I've seen developing playwrights end up twisting their work into pretzels, blowing them up, and trying to put Humpty Dumpty together again, all because of a comment somebody made in a Talkback. Leaving aside the debate over which style of Talkback is best, take a look at what social science has to say about the practice.

In Tali Sharot's well-researched gem of a book about the human mind, The Optimism Bias: a Tour of the Irrationally Positive Brain, there is an illuminating discussion of an experiment that seemed to me quite relevant to a discussion of the theater Talkback. Let me quote it at some length, so you can see for yourself. From page 21:

Studies show that thinking too much can lead to suboptimal judgments. In one study, participants were asked to choose, from available options, an art poster to take home. One group of participants was asked to list the reasons why they liked or disliked the posters before making up their minds. Another group of participants was allowed to make only snap judgments When probed a few weeks later, those participants who had made quick judgments expressed greater satisfaction with their selection than participants who had taken the time to consciously evaluate the options.

What's going on? Why does thinking more lead to poorer choices? Conscious assessment of the options caused people to focus on certain aspects of the posters, at the expense of other, more critical aspects. The features that received the greater weight were the ones most easily verbalized. Other elements, such as an emotional response to the poster, were not as easily accessible for introspection and verbalization and thus were more likely to be ignored in the deliberation process. When participants took the posters home, those aspects, the ones they had not really been able to put a finger on, turned out to be the most important.
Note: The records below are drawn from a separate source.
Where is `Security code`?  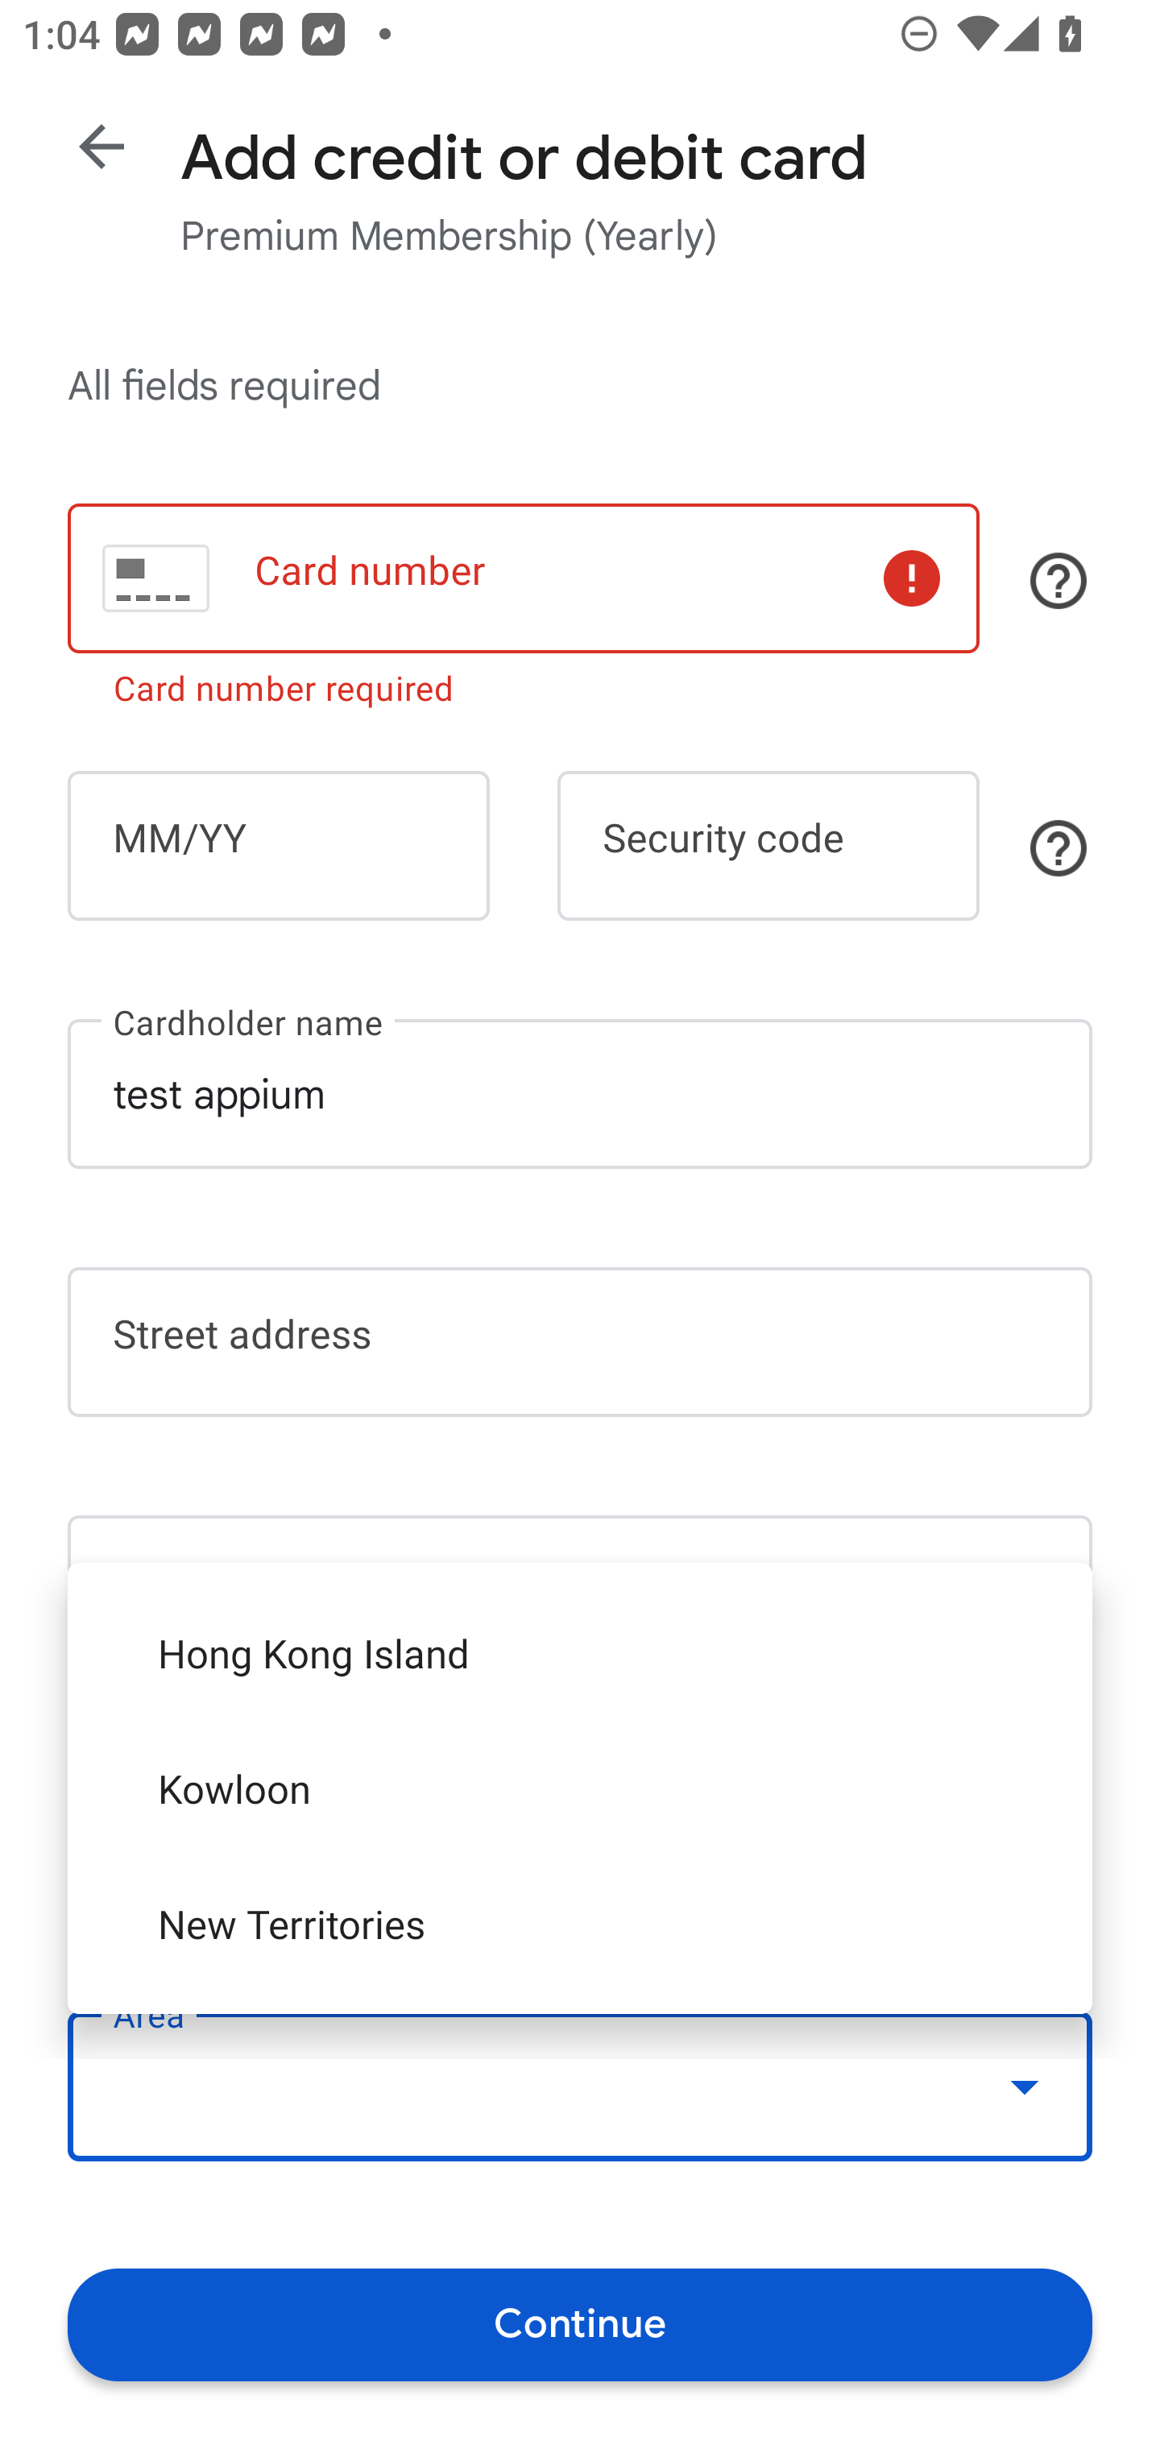 Security code is located at coordinates (768, 846).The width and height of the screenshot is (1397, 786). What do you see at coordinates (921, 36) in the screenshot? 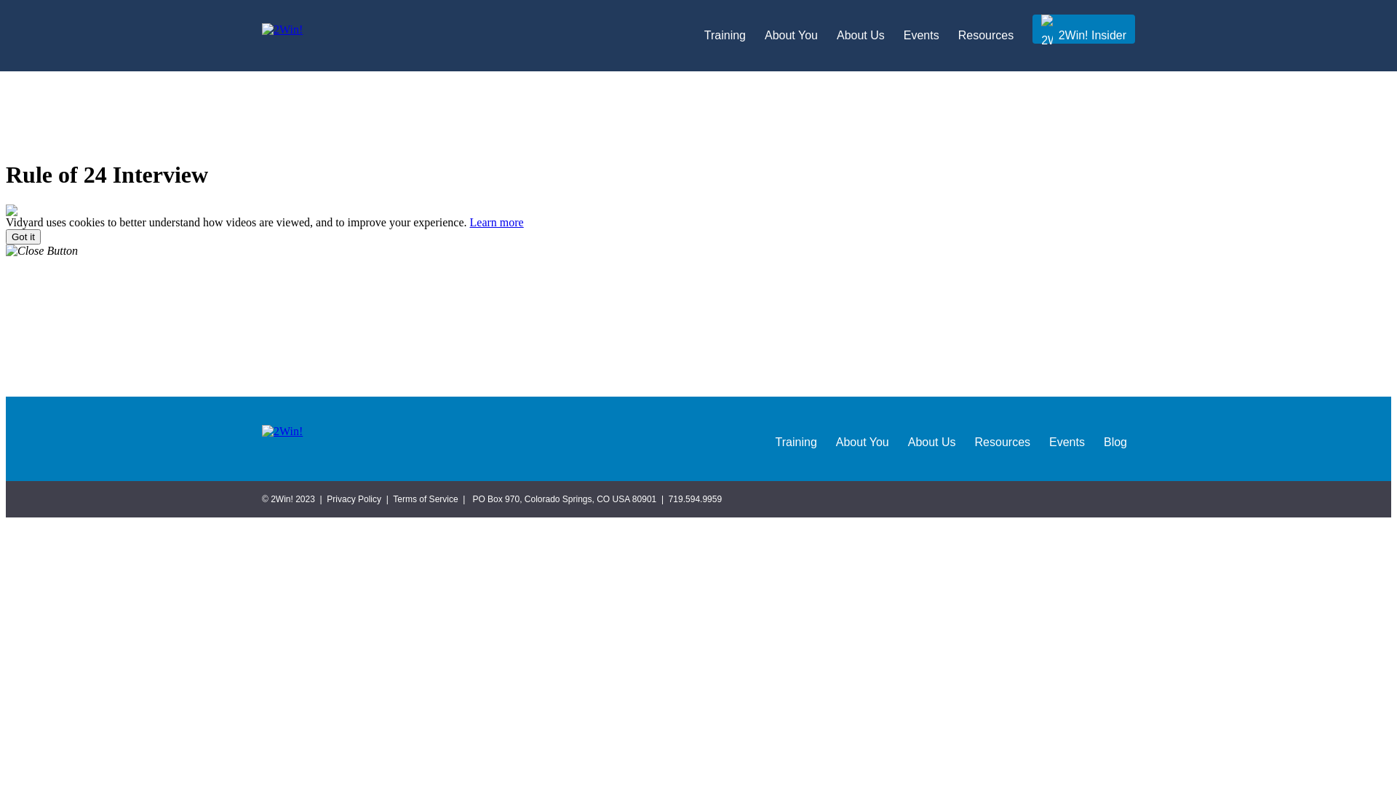
I see `Events` at bounding box center [921, 36].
Although it is common to think that deliberation is the finest way to assess which option is best, it may provide us with misinformation. This is because conscious rationalization allows access to only certain data. No matter how hard we try, some mental and emotional processes are likely to remain hidden.

This, in a nutshell, explains why I don't like Talkbacks, even the ones where everyone says they love the new play. Before "new play development" was invented, people wrote plays. Producers put them on stage because they liked what the play had to say, or they thought lots of people would pay money to see it or some combination of both. A new play was taken out of town, and put up in a full production in front of a real, live audience. Director and playwright would sit in the back of the theater and take note of audience reactions, as they happened, in real time.

When did the audience hold its collective breath? When did the laugh land, or not land? When did people begin to squirm in their seats, or cough more, or even fall asleep? What do they say in the lobby? What is their body language as they leave the theater? That's the way we used to look at a play's effect on an audience.

I am sad when I hear friends discuss their new plays in development, roaming from workshop to workshop, being "read" and then "discussed" but never actually "produced." Almost everything I've learned about playwriting after graduate school has come from what audiences have told me while they were seeing my work on stage, in a full (if bare-bones and off-off Broadway) production.

Stuff that gets through the gatekeepers in "new play development" just may be the stuff that is most easily verbalized, rationalized, discussed. But the theater doesn't need more plays for discussion, it needs more plays that are so moving, startling, side-splittingly funny or deeply cathartic, that audiences multiply by word of mouth. Theater is too inconvenient and expensive to exist as a topic of discussion. Plays that get to us at the level of our solar plexus, those plays that produce a great gut reaction, are what we need to keep people coming back for more. And just maybe those plays are being killed in their cradle by too much rational discussion.